A Gay Thirty-something Relationship Hits the Rocks in “Like You Mean It”
Thirty-something-year-old gay couple Mark and Jonah’s relationship is already looking shaky when they go out with their best friends to celebrate Mark’s latest birthday. The evening doesn’t quite turn as planned when the friends announce that for the next three months leading up to their wedding they are allowing each other licence to have final flings. The fact that this surprise announcement doesn’t faze Mark at all really concerns Jonah who, worried that Mark who is already slipping away from him, may even want a similar arrangement.
The men have reached a point when there is no affection, very infrequent sex, and they hardly talk at all. Mark is a rarely-employed actor who is struggling with depression which has been exasperated by him changing his medication and the fact that he has just learned that his estranged father has just died back home in Austria. He shares none of this with Jonah to whom he announces that he has signed them both up for couples counseling as a last ditch attempt to see they can in fact revive their relationship.

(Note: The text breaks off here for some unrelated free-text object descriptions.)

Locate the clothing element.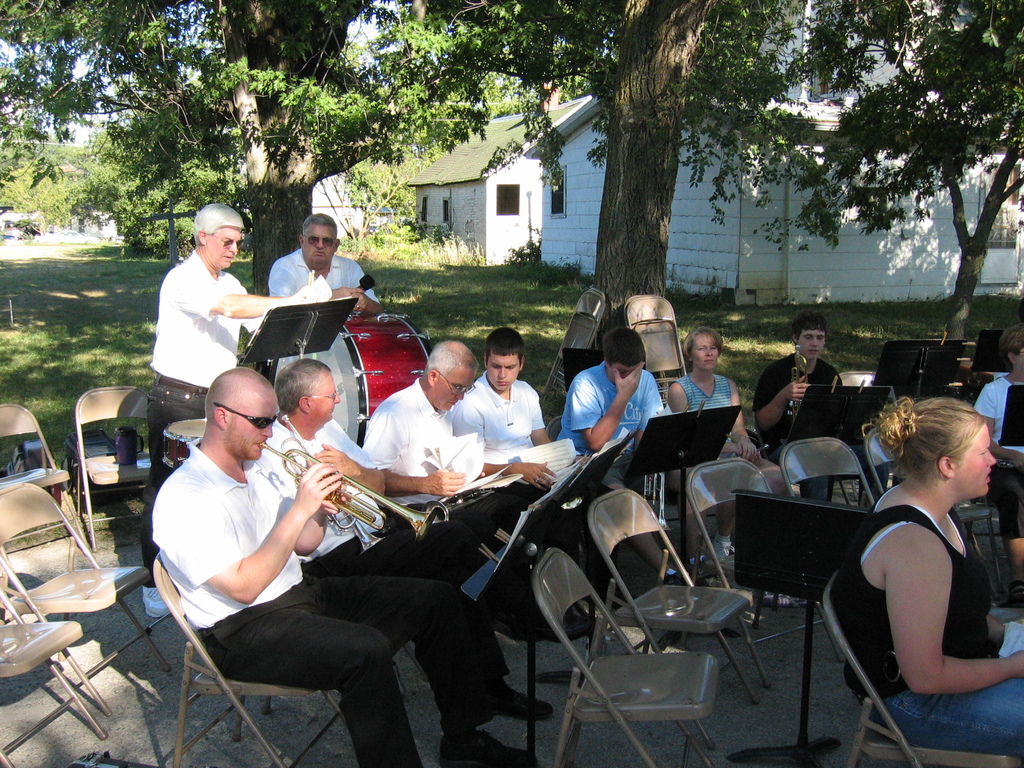
Element bbox: x1=832 y1=481 x2=1023 y2=756.
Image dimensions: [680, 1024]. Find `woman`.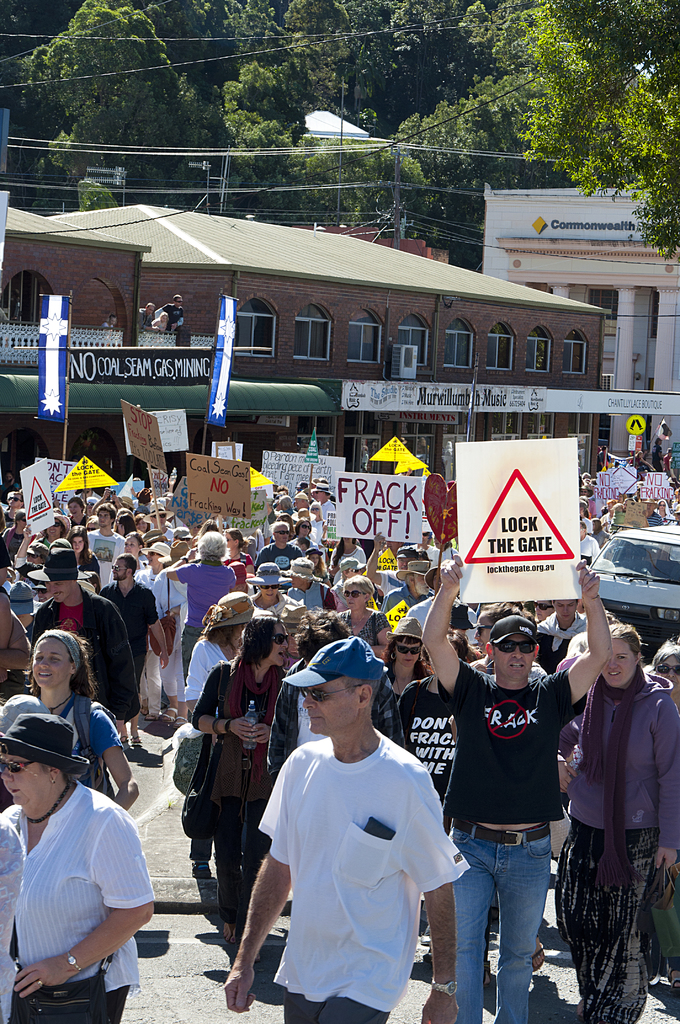
(0, 633, 143, 807).
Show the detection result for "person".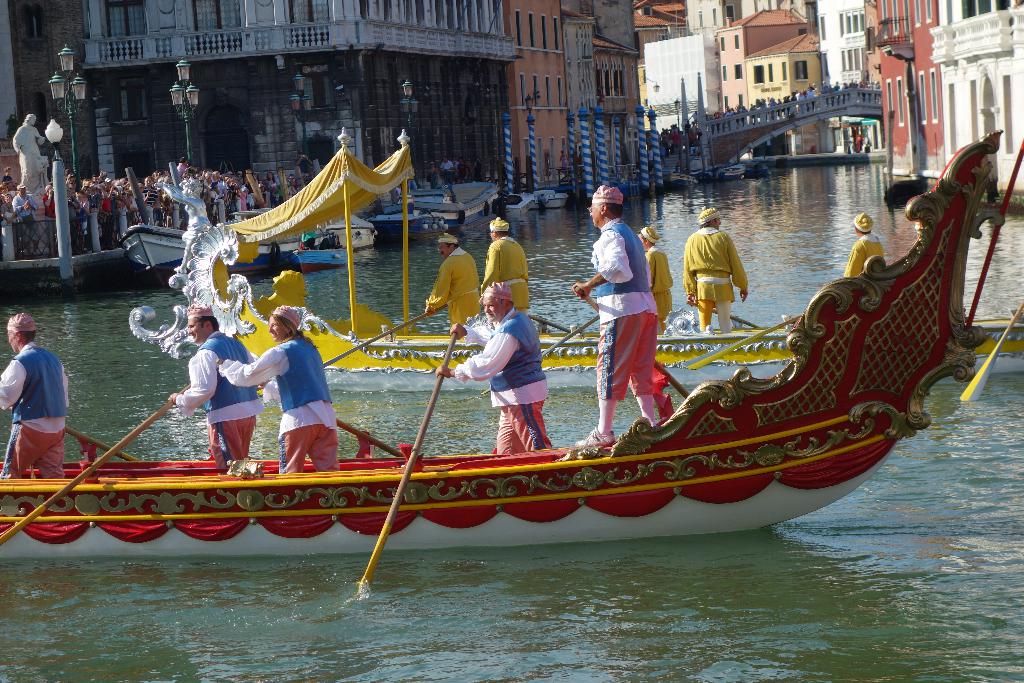
bbox=[844, 215, 887, 274].
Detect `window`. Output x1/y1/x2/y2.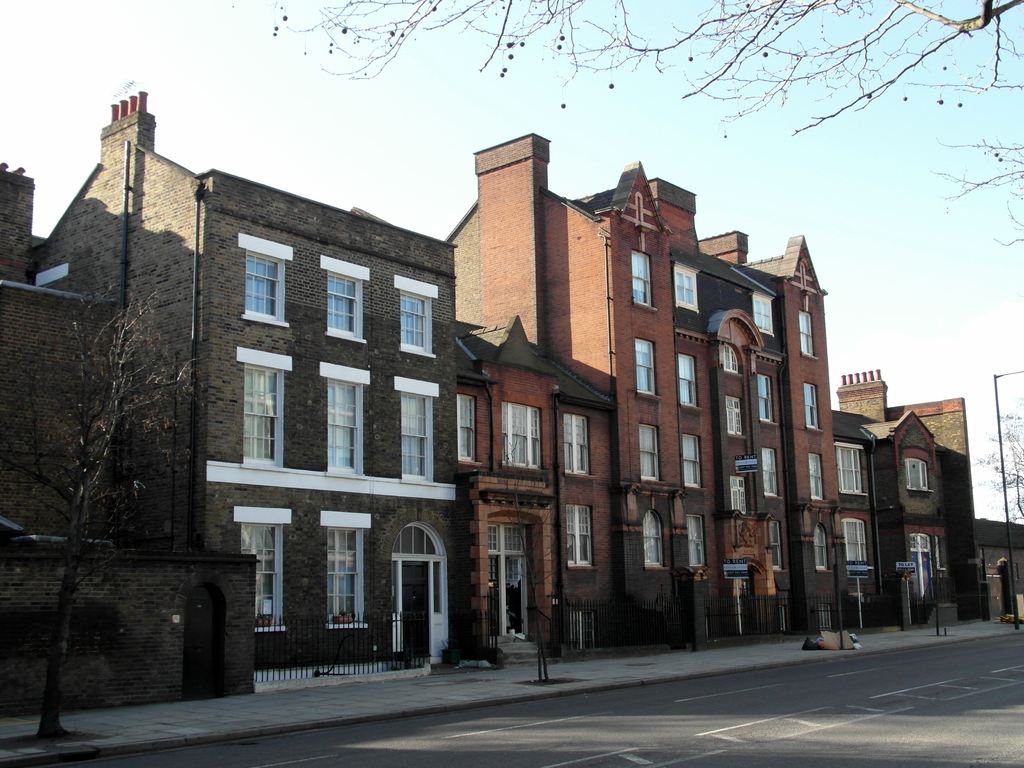
489/392/548/476.
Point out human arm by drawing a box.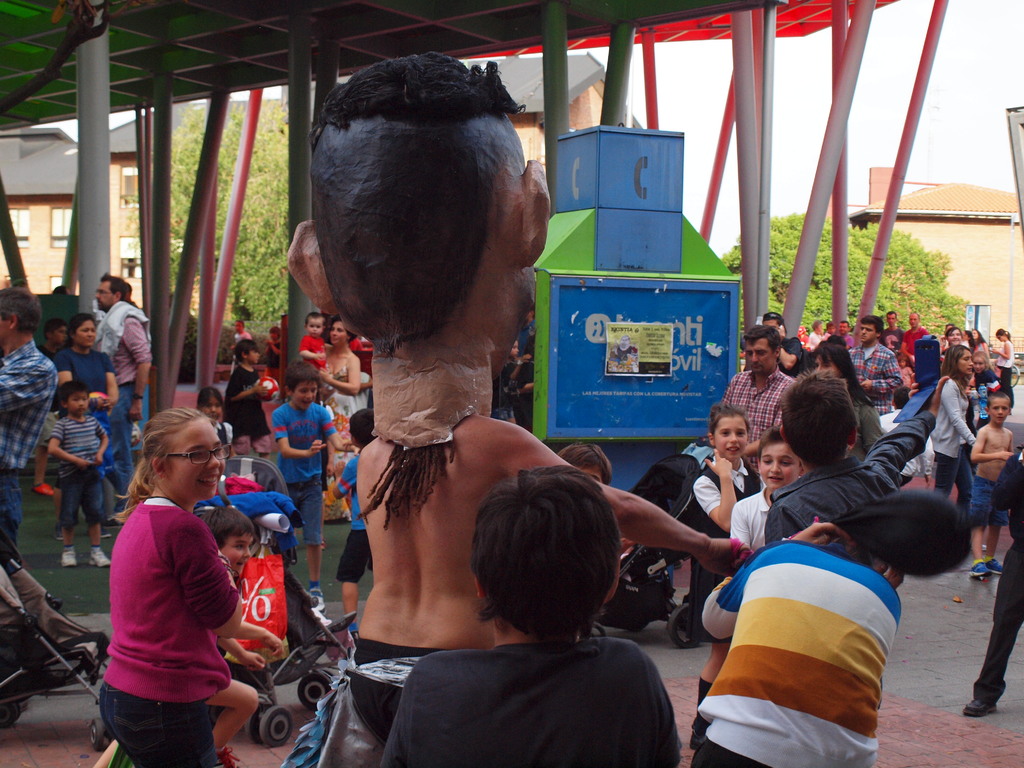
(902, 324, 914, 368).
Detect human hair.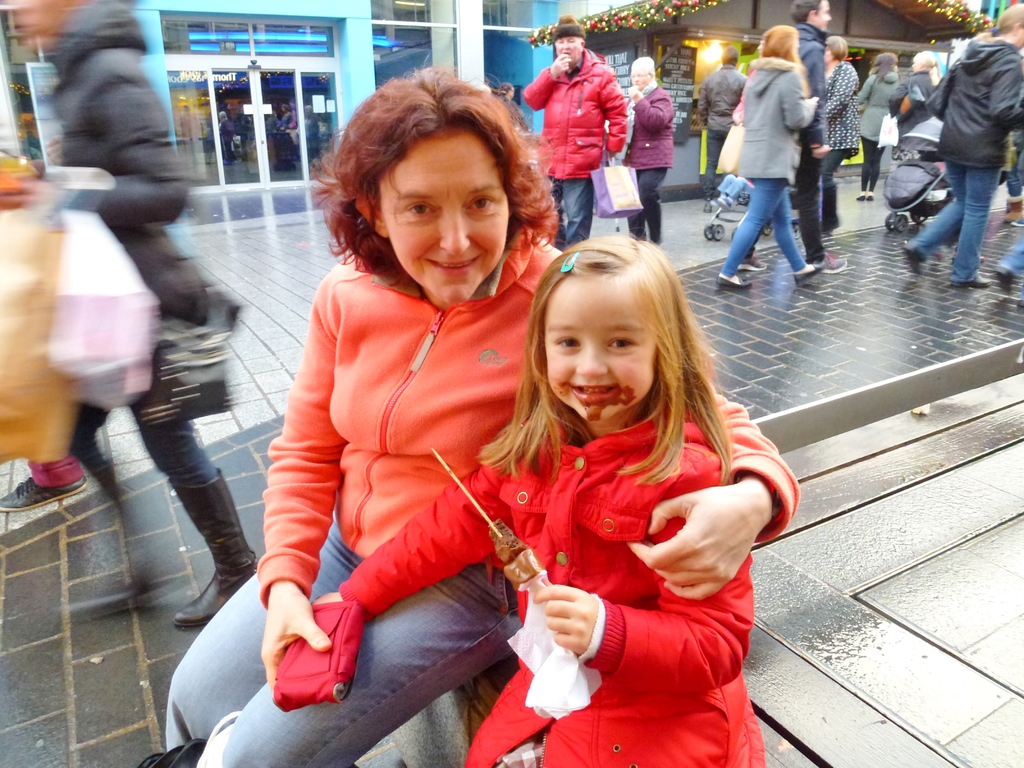
Detected at (x1=790, y1=0, x2=827, y2=29).
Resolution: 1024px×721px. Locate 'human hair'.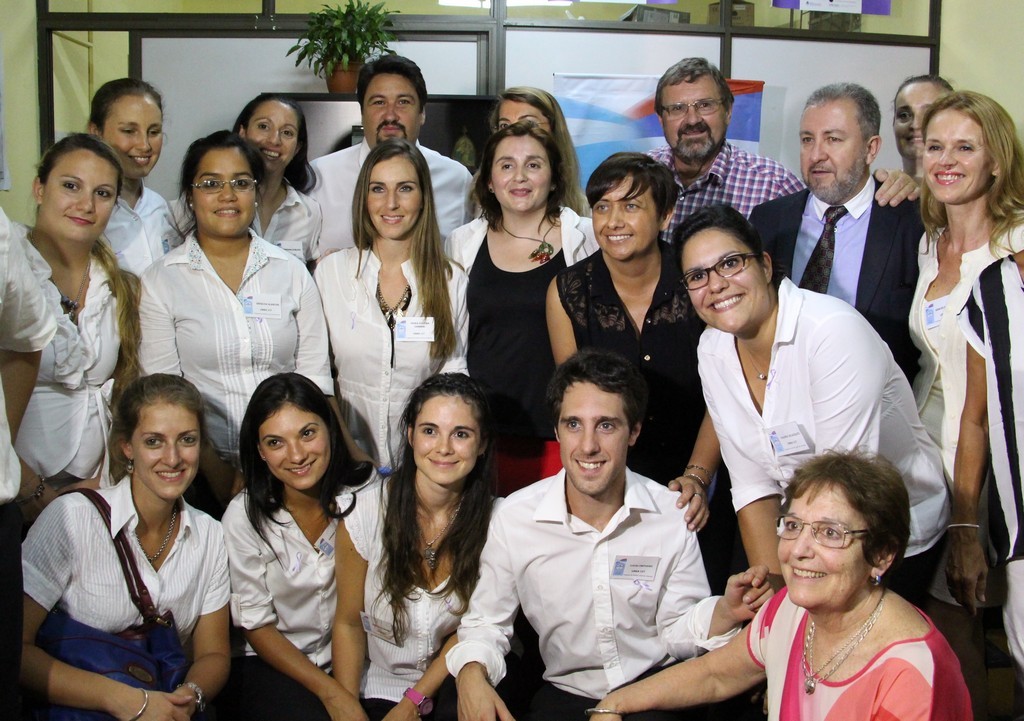
detection(356, 54, 430, 121).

Mark assures the Therapist that he is committed to making a real attempt to save the situation and that he is determined to fall back in love with Jonah, but as he is never really comfortable with any of the processes, he simply does not participate in any of them. Meanwhile throughout this Jonah seems to fall more in love with Mark convinced that is determined to make an effort so they get back to the happy early days when they first met. A well-meaning attempt at having a ‘date night’ to re-kindle some passion falls flat and even the fact that Mark has peppered their drinks with some ‘ectasy’ cannot save this from being a disaster.
The story unfolds from Mark’s standpoint so Jonah is seen here as a passive player who appears happy enough for his world to revolve around that of Marks. He on the other hand gets more and more distraught when he realises that he has no control over his feelings, and even if he had wanted to fall back in love with Jonah, he was totally incapable of doing so. By not being able to share all the other issues and conflicts in his life with Jonah (or anybody else) he is subconsciously hiding behind them and letting them dictate the path he will take. At the end of the day it boils down not just to the fact that Mark cannot love Jonah, but crucially that he simply cannot love himself. When love becomes such hard work, then it probably is time to let go.
This engaging and highly intimate wee film is the work of actor turned writer/director Philipp Karner who stars as Mark in what I can only assume is all based on his own life. Karner treads carefully to ensure we sympathize with both of his protagonists as he touches several of the nerves of not just them but all of us who have ever been somewhat bewildered when we have fallen in and out of love. He also puts in a very creditable performance as the troubled Mark which is matched (with great chemistry too) from that of a very sympathetic one from Denver Milord as Jonah.
‘Say It Like You Mean It’ may not say anything devastatingly new (but then what movies do?) but what it does say, it does so in a very engaging way that has you invested in this relationship’s path even though you know where it will lead well before the final credits roll.